This page explains how exceptions propagate between OCaml and JavaScript code, and how to properly handle errors in both directions.
When JavaScript code throws an exception and it propagates to OCaml code, it is wrapped in the Js_error.Exn exception, which holds a value of type Js_error.t:
open Js_of_ocaml
let safe_parse json_str =
try
Some (Js._JSON##parse (Js.string json_str))
with Js_error.Exn err ->
(* err has type Js_error.t *)
Printf.eprintf "Parse error: %s\n" (Js_error.to_string err);
NoneThe Js_error module provides functions to inspect error details:
let handle_error err =
(* Error message *)
let msg = Js_error.message err in
(* Error name (e.g., "TypeError", "ReferenceError") *)
let name = Js_error.name err in
(* Stack trace (if available) *)
let stack = Js_error.stack err in
Printf.eprintf "Error [%s]: %s\n" name msg;
Option.iter (Printf.eprintf "Stack:\n%s\n") stackTo throw a JavaScript error that JavaScript code can catch:
let validate_positive n =
if n < 0 then
let err = new%js Js.error_constr (Js.string "Value must be positive") in
Js_error.raise_ (Js_error.of_error err)
else
nWhen you export OCaml functions to JavaScript, uncaught OCaml exceptions will propagate to JavaScript.
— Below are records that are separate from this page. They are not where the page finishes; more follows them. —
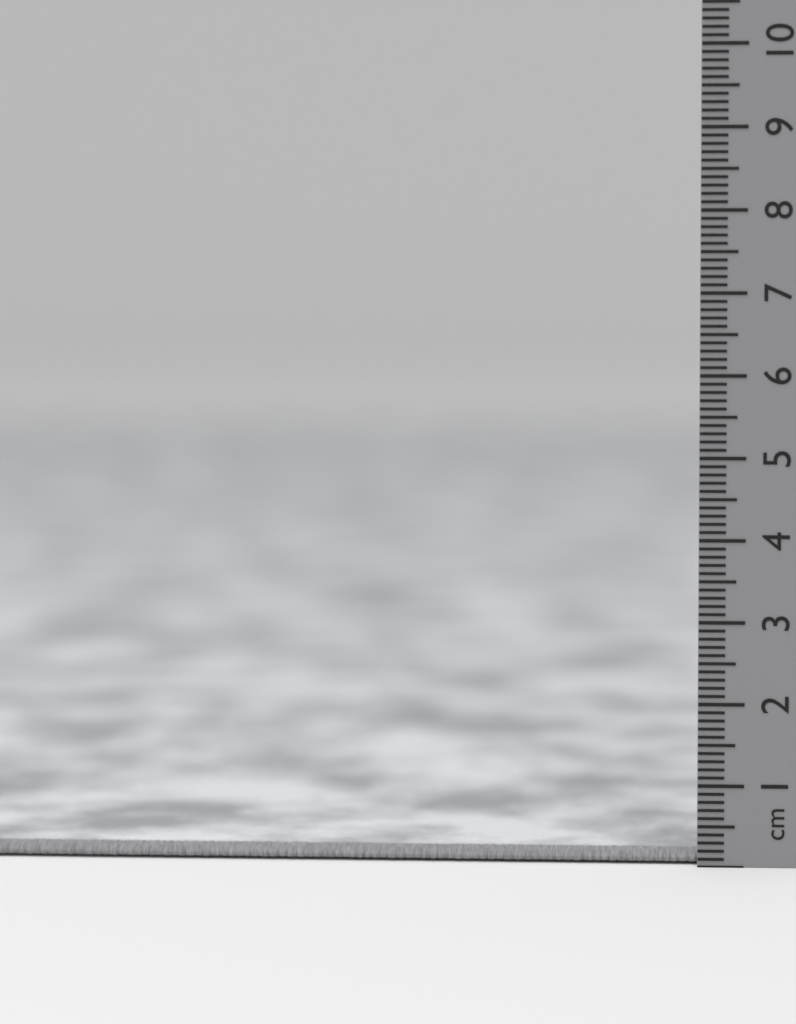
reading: 0.2 cm
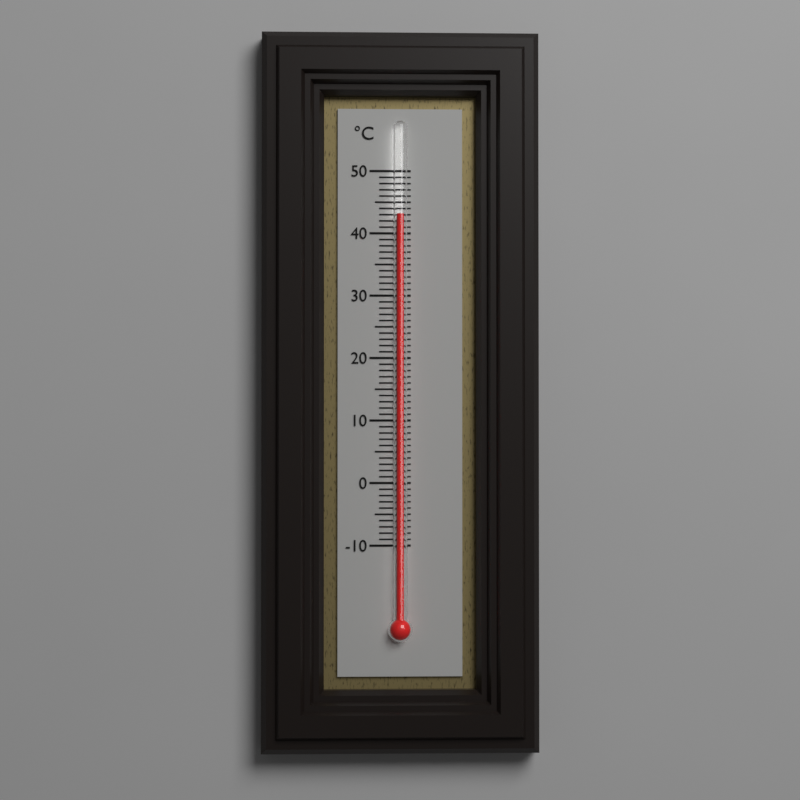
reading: 43 °C
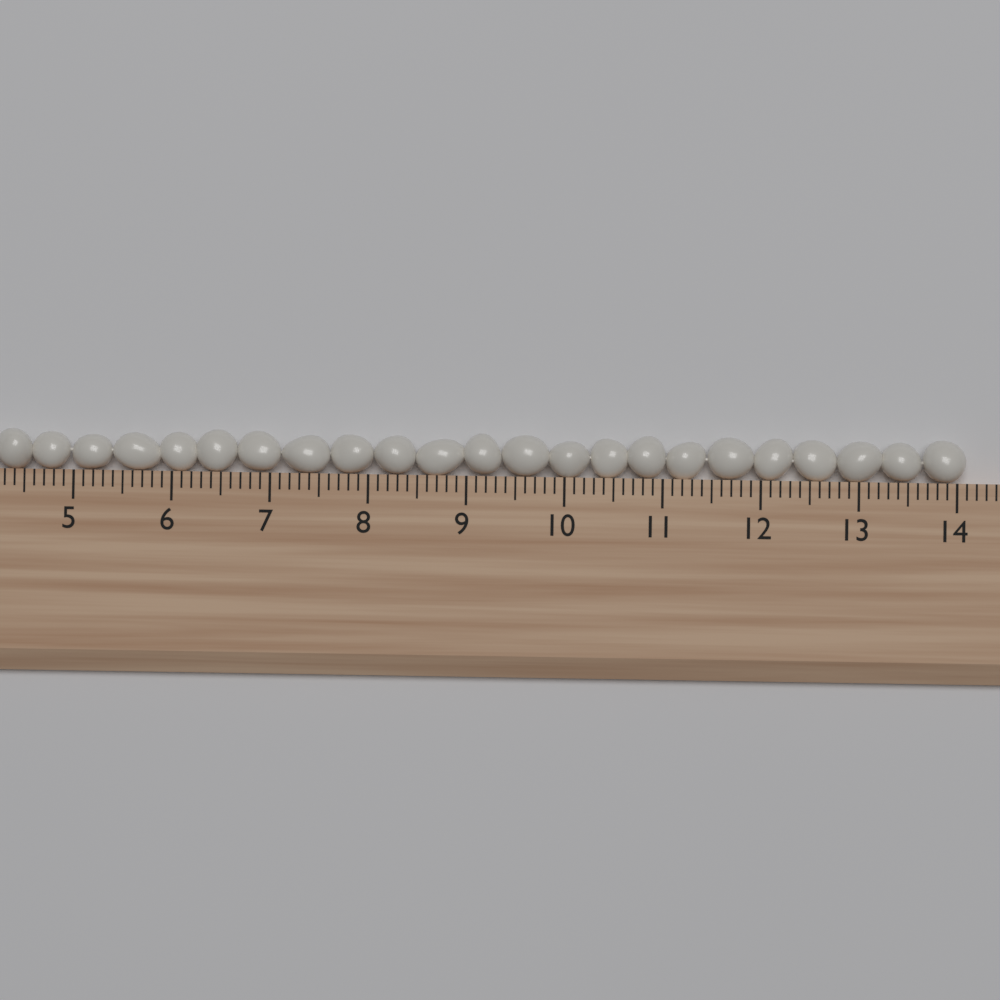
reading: 14.1 (no unit)
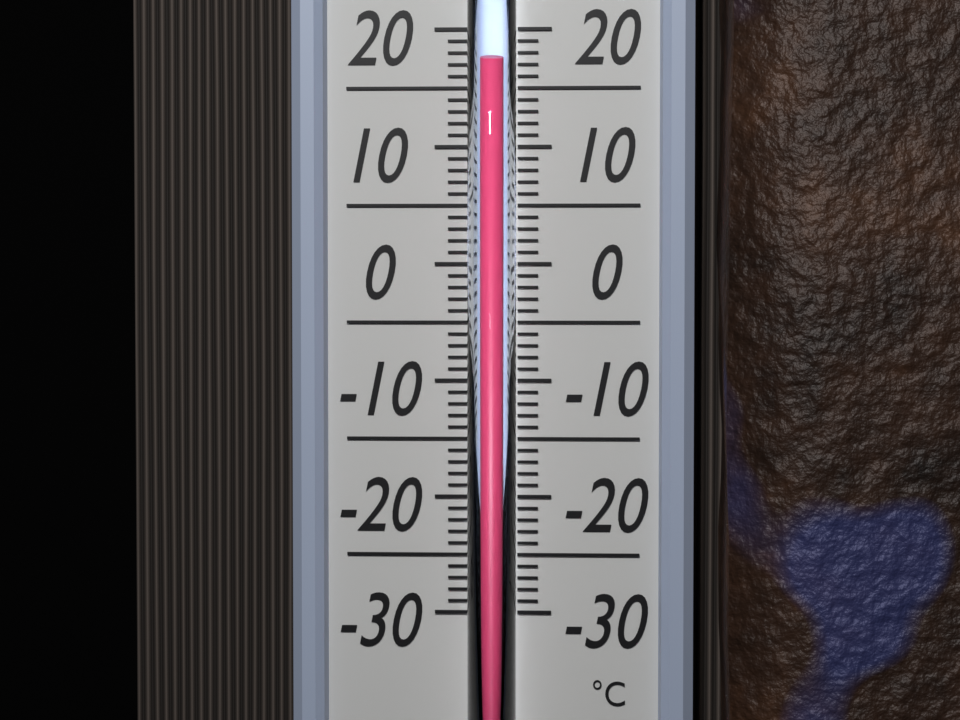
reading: 17 °C
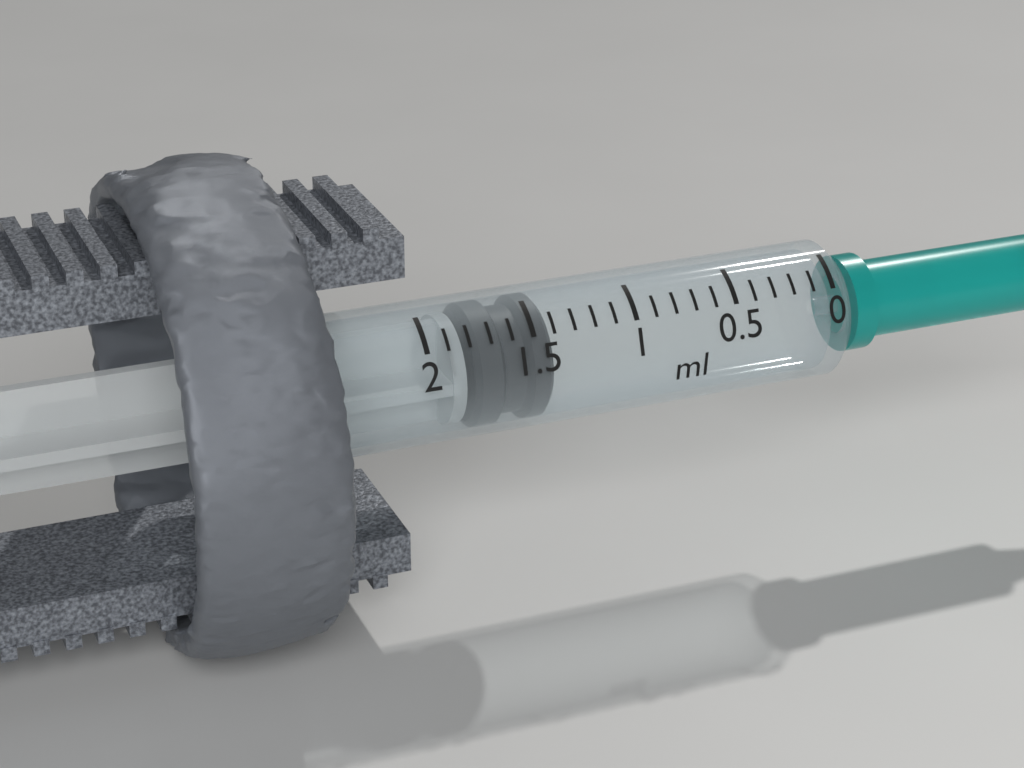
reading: 1.4 ml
However, OCaml exceptions are not JavaScript Error objects (see runtime representation).
let divide x y =
if y = 0 then failwith "Division by zero"
else x / y
let () = Js.export "divide" divideFrom JavaScript, you can catch the exception, but it won't be an Error:
try {
divide(10, 0);
} catch (e) {
// e is an array, not an Error object
// e.message is undefined
console.log(e); // [0, [0, "Failure", ...], "Division by zero"]
}For better JavaScript interoperability, raise JavaScript errors instead of OCaml exceptions
By default, OCaml exceptions don't carry JavaScript stack traces. This makes debugging difficult since you can't see where an exception originated in browser DevTools or Node.js.
The solution is to attach a JavaScript Error object to an OCaml exception. JavaScript Error objects capture the call stack at the point of creation, so attaching one to an OCaml exception preserves the stack trace for debugging.
Use Js_error.attach_js_backtrace to attach a JavaScript stack trace to an OCaml exception:
let process data =
try
do_something data
with exn ->
let exn = Js_error.attach_js_backtrace exn ~force:false in
(* Log or rethrow with JS backtrace attached *)
raise exnThe ~force:false parameter only attaches a new error if one isn't already present. Use ~force:true to always attach a fresh stack trace.
Use Js_error.of_exn to extract the JavaScript error from an OCaml exception:
let log_with_backtrace exn =
match Js_error.of_exn exn with
| Some js_err ->
Printf.eprintf "JS Error: %s\n" (Js_error.to_string js_err);
Option.iter (Printf.eprintf "Stack:\n%s\n") (Js_error.stack js_err)
| None ->
Printf.eprintf "OCaml Error: %s\n" (Printexc.to_string exn)Js_of_ocaml can automatically attach a JavaScript Error whenever an OCaml exception is raised. This is convenient but has a performance cost since creating Error objects is expensive.
Automatic attachment is enabled when:
Printexc.backtrace_status() = true, andEither:
OCAMLRUNPARAM contains b=1, or--enable with-js-errorExample with environment variable:
OCAMLRUNPARAM=b=1 node program.js
Example with compiler flag:
js_of_ocaml --enable with-js-error program.byte
When an unhandled OCaml exception has an attached JavaScript Error, it will be thrown as that error, allowing browsers and Node.js to display a proper stack trace.